Alexander’s Ragtime Band
Picture: C+
Sound: C+ Extras: B- Film: C+
I have always had mixed feelings about mixing World Wars
and Musicals, so a Backstage Musical like Henry King’s Alexander’s Ragtime
Band, with its Broadway roots and solid star cast holds up well in this new
DVD featuring Fox’s restored copy of the film.
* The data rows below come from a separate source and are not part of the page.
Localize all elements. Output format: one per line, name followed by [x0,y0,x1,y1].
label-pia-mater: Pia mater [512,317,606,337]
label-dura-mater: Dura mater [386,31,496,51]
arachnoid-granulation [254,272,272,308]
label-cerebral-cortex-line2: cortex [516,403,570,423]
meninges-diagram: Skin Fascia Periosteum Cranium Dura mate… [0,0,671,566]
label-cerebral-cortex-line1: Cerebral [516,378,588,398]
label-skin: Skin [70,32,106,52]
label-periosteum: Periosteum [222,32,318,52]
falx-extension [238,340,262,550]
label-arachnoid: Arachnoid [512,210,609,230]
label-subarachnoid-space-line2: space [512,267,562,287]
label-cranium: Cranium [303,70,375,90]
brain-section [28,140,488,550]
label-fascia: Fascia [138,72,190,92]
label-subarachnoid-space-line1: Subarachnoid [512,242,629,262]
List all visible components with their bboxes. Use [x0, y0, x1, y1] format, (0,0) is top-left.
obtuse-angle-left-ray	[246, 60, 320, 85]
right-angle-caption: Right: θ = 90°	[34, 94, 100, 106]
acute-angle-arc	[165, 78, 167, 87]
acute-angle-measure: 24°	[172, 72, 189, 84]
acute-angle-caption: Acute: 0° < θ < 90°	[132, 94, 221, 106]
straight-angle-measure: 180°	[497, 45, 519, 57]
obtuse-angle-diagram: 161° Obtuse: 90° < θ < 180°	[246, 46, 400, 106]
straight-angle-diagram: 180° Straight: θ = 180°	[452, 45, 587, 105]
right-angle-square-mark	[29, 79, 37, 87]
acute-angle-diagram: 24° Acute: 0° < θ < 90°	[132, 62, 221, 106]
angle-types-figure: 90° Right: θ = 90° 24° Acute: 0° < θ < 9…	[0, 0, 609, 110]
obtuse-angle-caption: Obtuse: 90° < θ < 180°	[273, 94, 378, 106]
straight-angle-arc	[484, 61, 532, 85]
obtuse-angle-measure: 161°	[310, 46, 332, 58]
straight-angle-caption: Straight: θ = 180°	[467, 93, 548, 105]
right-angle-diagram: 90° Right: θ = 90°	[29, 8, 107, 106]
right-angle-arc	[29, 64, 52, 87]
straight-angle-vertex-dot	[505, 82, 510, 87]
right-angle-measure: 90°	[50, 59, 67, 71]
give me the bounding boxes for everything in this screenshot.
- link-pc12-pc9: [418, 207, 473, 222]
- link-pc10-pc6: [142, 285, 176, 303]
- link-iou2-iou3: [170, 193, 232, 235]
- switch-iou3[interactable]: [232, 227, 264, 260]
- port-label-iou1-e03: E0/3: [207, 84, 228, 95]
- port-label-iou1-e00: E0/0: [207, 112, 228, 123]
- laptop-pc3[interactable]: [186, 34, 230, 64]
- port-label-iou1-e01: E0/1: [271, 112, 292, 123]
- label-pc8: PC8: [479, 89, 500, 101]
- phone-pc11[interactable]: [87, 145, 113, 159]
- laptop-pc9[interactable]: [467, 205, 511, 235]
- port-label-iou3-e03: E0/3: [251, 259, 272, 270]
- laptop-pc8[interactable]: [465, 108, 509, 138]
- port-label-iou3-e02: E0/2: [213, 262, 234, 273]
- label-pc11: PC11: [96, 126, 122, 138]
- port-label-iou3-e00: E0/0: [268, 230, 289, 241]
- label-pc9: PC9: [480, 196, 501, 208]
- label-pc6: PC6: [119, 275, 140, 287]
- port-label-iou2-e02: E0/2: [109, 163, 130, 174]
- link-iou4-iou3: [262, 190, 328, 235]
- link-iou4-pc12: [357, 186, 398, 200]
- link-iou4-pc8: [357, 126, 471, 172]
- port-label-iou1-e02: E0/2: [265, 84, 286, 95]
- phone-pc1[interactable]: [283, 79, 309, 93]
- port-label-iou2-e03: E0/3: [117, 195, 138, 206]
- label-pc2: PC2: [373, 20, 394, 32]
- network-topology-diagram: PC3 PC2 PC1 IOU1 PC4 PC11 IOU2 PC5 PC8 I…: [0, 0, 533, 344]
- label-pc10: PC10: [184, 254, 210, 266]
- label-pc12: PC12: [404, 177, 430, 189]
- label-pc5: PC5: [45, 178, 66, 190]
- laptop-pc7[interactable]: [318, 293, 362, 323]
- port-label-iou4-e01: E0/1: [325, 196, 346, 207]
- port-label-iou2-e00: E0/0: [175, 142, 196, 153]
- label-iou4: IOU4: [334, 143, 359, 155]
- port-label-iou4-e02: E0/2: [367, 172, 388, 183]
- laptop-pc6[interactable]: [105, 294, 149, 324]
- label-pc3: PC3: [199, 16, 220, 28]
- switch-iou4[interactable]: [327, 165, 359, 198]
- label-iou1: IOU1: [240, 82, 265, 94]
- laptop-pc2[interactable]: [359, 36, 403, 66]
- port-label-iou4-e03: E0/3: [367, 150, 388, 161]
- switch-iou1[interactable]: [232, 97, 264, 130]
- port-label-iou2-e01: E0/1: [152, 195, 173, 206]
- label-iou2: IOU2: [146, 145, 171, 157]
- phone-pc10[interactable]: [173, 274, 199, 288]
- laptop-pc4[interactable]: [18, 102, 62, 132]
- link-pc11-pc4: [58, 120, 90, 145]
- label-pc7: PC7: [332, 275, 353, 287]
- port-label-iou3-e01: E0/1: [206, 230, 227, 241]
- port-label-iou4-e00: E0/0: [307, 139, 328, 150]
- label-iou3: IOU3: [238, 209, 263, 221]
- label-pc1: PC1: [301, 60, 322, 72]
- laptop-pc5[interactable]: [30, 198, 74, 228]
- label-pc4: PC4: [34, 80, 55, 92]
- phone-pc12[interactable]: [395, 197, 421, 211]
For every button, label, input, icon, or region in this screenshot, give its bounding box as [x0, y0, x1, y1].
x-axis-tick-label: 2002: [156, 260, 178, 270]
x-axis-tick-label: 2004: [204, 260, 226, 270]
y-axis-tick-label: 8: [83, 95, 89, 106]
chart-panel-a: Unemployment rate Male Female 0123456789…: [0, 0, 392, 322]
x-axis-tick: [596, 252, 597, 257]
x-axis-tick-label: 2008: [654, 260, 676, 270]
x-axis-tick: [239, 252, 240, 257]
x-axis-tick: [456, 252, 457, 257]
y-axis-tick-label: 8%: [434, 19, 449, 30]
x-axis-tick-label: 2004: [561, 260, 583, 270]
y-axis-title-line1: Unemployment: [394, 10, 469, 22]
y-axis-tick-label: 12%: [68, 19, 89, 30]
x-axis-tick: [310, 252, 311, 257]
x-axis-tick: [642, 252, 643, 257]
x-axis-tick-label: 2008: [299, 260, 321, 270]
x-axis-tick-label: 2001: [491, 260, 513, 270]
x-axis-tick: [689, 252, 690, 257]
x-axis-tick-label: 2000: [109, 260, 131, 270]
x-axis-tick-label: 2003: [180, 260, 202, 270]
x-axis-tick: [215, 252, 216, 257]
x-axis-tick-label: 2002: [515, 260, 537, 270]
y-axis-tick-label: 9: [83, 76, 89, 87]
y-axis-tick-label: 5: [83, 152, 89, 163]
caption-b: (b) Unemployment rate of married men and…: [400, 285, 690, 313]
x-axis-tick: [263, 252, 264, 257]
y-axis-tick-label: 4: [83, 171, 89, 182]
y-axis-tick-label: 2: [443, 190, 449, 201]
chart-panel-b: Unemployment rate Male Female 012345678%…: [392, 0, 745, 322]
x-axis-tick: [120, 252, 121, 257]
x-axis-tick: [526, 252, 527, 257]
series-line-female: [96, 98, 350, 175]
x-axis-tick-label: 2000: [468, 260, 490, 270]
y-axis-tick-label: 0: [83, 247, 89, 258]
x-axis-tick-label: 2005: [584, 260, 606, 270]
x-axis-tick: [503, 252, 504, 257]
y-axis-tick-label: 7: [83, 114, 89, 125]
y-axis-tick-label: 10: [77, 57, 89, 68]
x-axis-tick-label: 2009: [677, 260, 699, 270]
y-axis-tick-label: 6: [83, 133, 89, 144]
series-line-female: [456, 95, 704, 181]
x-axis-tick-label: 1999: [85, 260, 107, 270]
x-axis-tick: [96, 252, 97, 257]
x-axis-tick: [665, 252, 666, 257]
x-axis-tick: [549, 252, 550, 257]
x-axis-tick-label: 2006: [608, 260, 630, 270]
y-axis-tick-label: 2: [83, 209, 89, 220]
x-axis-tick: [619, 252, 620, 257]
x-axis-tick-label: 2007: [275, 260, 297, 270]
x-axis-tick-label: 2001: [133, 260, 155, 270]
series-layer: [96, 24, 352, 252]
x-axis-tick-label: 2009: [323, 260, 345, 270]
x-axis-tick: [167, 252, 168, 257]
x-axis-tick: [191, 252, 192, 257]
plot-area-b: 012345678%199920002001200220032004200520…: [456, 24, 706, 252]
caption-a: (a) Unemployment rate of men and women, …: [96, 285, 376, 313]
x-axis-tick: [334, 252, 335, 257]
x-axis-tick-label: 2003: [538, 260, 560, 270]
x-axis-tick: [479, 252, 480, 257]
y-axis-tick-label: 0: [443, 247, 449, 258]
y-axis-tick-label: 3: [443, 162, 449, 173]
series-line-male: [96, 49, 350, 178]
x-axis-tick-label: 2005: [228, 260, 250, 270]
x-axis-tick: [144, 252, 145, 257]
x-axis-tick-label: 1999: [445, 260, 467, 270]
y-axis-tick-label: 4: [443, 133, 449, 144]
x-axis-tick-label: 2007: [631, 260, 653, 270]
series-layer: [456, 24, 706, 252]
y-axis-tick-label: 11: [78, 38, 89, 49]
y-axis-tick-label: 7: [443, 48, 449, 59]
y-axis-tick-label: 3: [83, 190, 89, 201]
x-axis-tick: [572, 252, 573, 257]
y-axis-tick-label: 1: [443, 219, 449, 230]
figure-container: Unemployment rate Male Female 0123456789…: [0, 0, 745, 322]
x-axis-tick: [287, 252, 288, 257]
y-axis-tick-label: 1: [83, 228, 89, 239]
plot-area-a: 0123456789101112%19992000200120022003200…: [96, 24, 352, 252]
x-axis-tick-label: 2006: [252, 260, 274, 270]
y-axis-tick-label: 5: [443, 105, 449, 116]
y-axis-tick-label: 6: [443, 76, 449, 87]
The Irving Berlin songs are occurrently classics, but not always great,
while the narrative is too choppy in the face of the formula scripting. The cast, including Alice Faye, Tyrone
Power, Don Ameche, Jack Haley, and cameo by then lesser-known John Carradine
add up to a solid cast, but all are blown away by an early stunner of a
performance by Ethel Merman as a big band singer in remarkable form. She would not fare quite as well a few
decades later in There’s No Business Like Show Business, but her role
allows her to show off her talents at her best here and the rest of the film
seems dull or awkward by comparison.
Now this is a Musical classic to many and deservedly so,
but despite the fact that the production values and craftsmanship endure, it
otherwise adds up to more of a time capsule than a feature film. If the sillier parts of the plot had been
made better, the War segments would not seem as trivial. It is a major part of Musical and Fox
history as well, so many will disagree with me, but I can live with that.
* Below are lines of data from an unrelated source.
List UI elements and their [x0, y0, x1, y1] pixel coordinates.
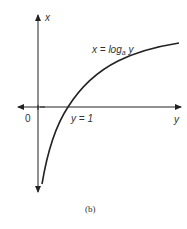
vertical-axis-label: x	[44, 12, 51, 23]
intercept-label: y = 1	[70, 113, 93, 124]
log-curve	[42, 43, 179, 184]
horizontal-axis-label: y	[173, 114, 180, 125]
equation-label: x = loga y	[91, 44, 134, 56]
equation-prefix: x = log	[91, 44, 122, 55]
log-graph: x y 0 y = 1 x = loga y (b)	[0, 0, 187, 229]
figure-caption: (b)	[85, 204, 96, 214]
equation-suffix: y	[126, 44, 135, 55]
origin-label: 0	[25, 113, 31, 124]
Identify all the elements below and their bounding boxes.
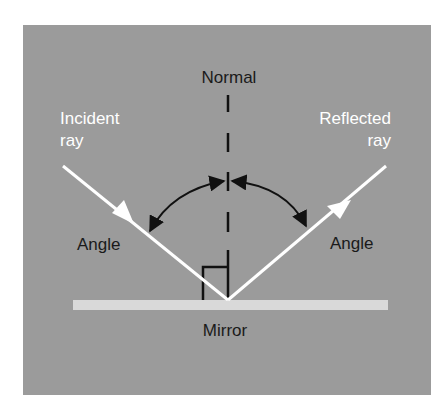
angle-label-left: Angle (77, 235, 120, 254)
normal-label: Normal (202, 68, 257, 87)
mirror-label: Mirror (203, 321, 248, 340)
reflected-label-line2: ray (367, 131, 391, 150)
incident-label-line1: Incident (60, 109, 120, 128)
reflected-label-line1: Reflected (319, 109, 391, 128)
reflection-diagram: Normal Incident ray Reflected ray Angle … (0, 0, 446, 411)
mirror-surface (73, 300, 388, 310)
incident-label-line2: ray (60, 131, 84, 150)
angle-label-right: Angle (330, 234, 373, 253)
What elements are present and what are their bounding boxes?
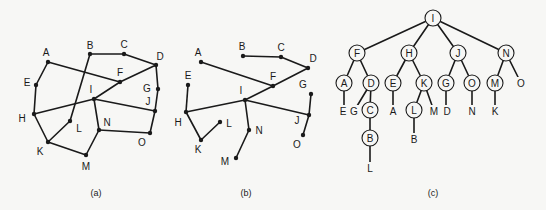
node-E-dot bbox=[34, 83, 38, 87]
node-M-label: M bbox=[221, 156, 229, 167]
node-J-dot bbox=[153, 109, 157, 113]
node-N-label: N bbox=[255, 125, 262, 136]
tree-leaf-B-label: B bbox=[411, 134, 418, 145]
edge-F-A bbox=[201, 62, 273, 86]
tree-node-G-label: G bbox=[442, 78, 450, 89]
node-A-dot bbox=[199, 60, 203, 64]
node-C-label: C bbox=[277, 42, 284, 53]
tree-leaf-K-label: K bbox=[492, 106, 499, 117]
node-F-label: F bbox=[117, 67, 123, 78]
node-I-dot bbox=[243, 98, 247, 102]
tree-leaf-M-label: M bbox=[430, 106, 438, 117]
node-I-label: I bbox=[90, 84, 93, 95]
edge-I-F bbox=[94, 82, 120, 99]
caption-a: (a) bbox=[91, 188, 102, 198]
edge-I-H bbox=[186, 100, 245, 112]
tree-node-F-label: F bbox=[354, 48, 360, 59]
edge-O-J bbox=[150, 111, 155, 133]
node-I-label: I bbox=[240, 85, 243, 96]
node-A-label: A bbox=[195, 47, 202, 58]
edge-F-D bbox=[120, 65, 156, 82]
edge-N-O bbox=[99, 130, 150, 133]
edge-K-L bbox=[201, 122, 220, 140]
node-L-dot bbox=[218, 120, 222, 124]
node-D-label: D bbox=[309, 53, 316, 64]
edge-C-D bbox=[281, 57, 308, 68]
node-O-dot bbox=[301, 133, 305, 137]
node-N-dot bbox=[247, 128, 251, 132]
node-O-dot bbox=[148, 131, 152, 135]
node-O-label: O bbox=[293, 139, 301, 150]
edge-J-G bbox=[309, 94, 311, 115]
node-C-dot bbox=[122, 52, 126, 56]
edge-J-G bbox=[155, 89, 158, 111]
tree-node-A-label: A bbox=[341, 78, 348, 89]
node-K-dot bbox=[199, 138, 203, 142]
tree-node-N-label: N bbox=[502, 48, 509, 59]
node-L-label: L bbox=[226, 118, 232, 129]
tree-node-K-label: K bbox=[421, 78, 428, 89]
edge-H-K bbox=[186, 112, 201, 140]
edge-A-F bbox=[48, 62, 120, 82]
caption-b: (b) bbox=[241, 188, 252, 198]
node-C-dot bbox=[279, 55, 283, 59]
node-B-label: B bbox=[87, 40, 94, 51]
tree-node-J-label: J bbox=[456, 48, 461, 59]
node-H-label: H bbox=[18, 113, 25, 124]
tree-leaf-D-label: D bbox=[443, 106, 450, 117]
edge-B-C bbox=[243, 56, 281, 57]
node-N-label: N bbox=[103, 117, 110, 128]
tree-node-H-label: H bbox=[405, 48, 412, 59]
node-L-label: L bbox=[76, 123, 82, 134]
edge-K-M bbox=[48, 142, 86, 155]
tree-leaf-G-label: G bbox=[350, 106, 358, 117]
edge-I-N bbox=[245, 100, 249, 130]
tree-node-C-label: C bbox=[366, 105, 373, 116]
edge-H-K bbox=[34, 114, 48, 142]
tree-leaf-O-label: O bbox=[517, 78, 525, 89]
edge-M-N bbox=[86, 130, 99, 155]
panel-b-spanning-tree: ABCDEFGHIJKLMNO bbox=[174, 41, 316, 167]
panel-a-graph: ABCDEFGHIJKLMNO bbox=[18, 39, 163, 172]
edge-N-M bbox=[236, 130, 249, 158]
tree-leaf-E-label: E bbox=[340, 106, 347, 117]
node-K-label: K bbox=[195, 144, 202, 155]
node-K-label: K bbox=[37, 146, 44, 157]
tree-node-B-label: B bbox=[367, 133, 374, 144]
edge-H-I bbox=[34, 99, 94, 114]
edge-I-J bbox=[245, 100, 309, 115]
node-F-dot bbox=[118, 80, 122, 84]
node-J-dot bbox=[307, 113, 311, 117]
node-A-label: A bbox=[43, 47, 50, 58]
node-D-dot bbox=[306, 66, 310, 70]
edge-D-C bbox=[124, 54, 156, 65]
node-D-label: D bbox=[156, 51, 163, 62]
tree-leaf-L-label: L bbox=[367, 163, 373, 174]
panel-c-tree: IFHJNADEKGOMCLBOEGAMDNKBL bbox=[336, 10, 526, 174]
node-B-label: B bbox=[239, 41, 246, 52]
node-E-dot bbox=[186, 83, 190, 87]
tree-node-L-label: L bbox=[411, 105, 417, 116]
edge-A-E bbox=[36, 62, 48, 85]
node-L-dot bbox=[68, 119, 72, 123]
tree-node-D-label: D bbox=[367, 78, 374, 89]
node-G-label: G bbox=[299, 79, 307, 90]
node-H-dot bbox=[184, 110, 188, 114]
tree-node-O-label: O bbox=[468, 78, 476, 89]
caption-c: (c) bbox=[428, 188, 439, 198]
node-F-dot bbox=[271, 84, 275, 88]
edge-F-I bbox=[245, 86, 273, 100]
edge-B-L bbox=[70, 54, 90, 121]
node-K-dot bbox=[46, 140, 50, 144]
node-J-label: J bbox=[295, 115, 300, 126]
tree-leaf-N-label: N bbox=[468, 106, 475, 117]
node-G-label: G bbox=[143, 83, 151, 94]
tree-node-M-label: M bbox=[491, 78, 499, 89]
edge-J-O bbox=[303, 115, 309, 135]
node-G-dot bbox=[156, 87, 160, 91]
node-D-dot bbox=[154, 63, 158, 67]
node-M-dot bbox=[84, 153, 88, 157]
node-E-label: E bbox=[185, 70, 192, 81]
node-H-label: H bbox=[174, 117, 181, 128]
edge-H-E bbox=[186, 85, 188, 112]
The 1.33 X 1 full frame black & white is good, crisp
and for the most part, clear for a film its age, but the vertical scratch that
goes through much of the film on the left hand side is annoying. In the future, there has to be a way to fix
that, but the restoration is decent despite that, doing enough justice to the
cinematography of Peverell Marley, A.S.C. and the crisp monochrome look
intended. This includes the sound,
which is here is Dolby Digital 2.0 Stereo and Mono. It turns out the songs were recorded on three separate 35mm
magnetic mono tracks, then mixed down.
This is not to say those tracks existed, but are the way they balanced
problems with the sound going out of control and becoming distorted, a very
easy thing in the early days. If they
did exist, Fox could have potentially done at least a Dolby 3.0 mix, if not 4.0
or 5.1, but this is 2.0 Stereo and we are lucky we get that. It is better than the Mono, but purists will
probably prefer the latter. Alfred
Newman pulled all the music together.
Extras include two trailers for other Fox Classics DVDs,
the original theatrical trailer for this film, a stills gallery, a Fox
Movietone reel on the film’s London premiere, the A&E Network Biography
installment on Alice Faye, three deleted scenes that are all musical numbers
NOT reinserted into the original film, and an audio commentary track. The audio commentary is by restorationist
and film historian Ray Faiola, but is not all the way though the film, nor does
it discuss the fixing of the film itself enough. Stopping for songs is most unnecessary, as we could play the
actual film score if we wanted to hear that, and it is no de facto isolated
music track my any means. His talk is
mostly about the history, not the technology and restoration of the film, which
is too bad. That could have fit in the
music segments. All in all, a fine
single special edition for an early key Fox “soundie”.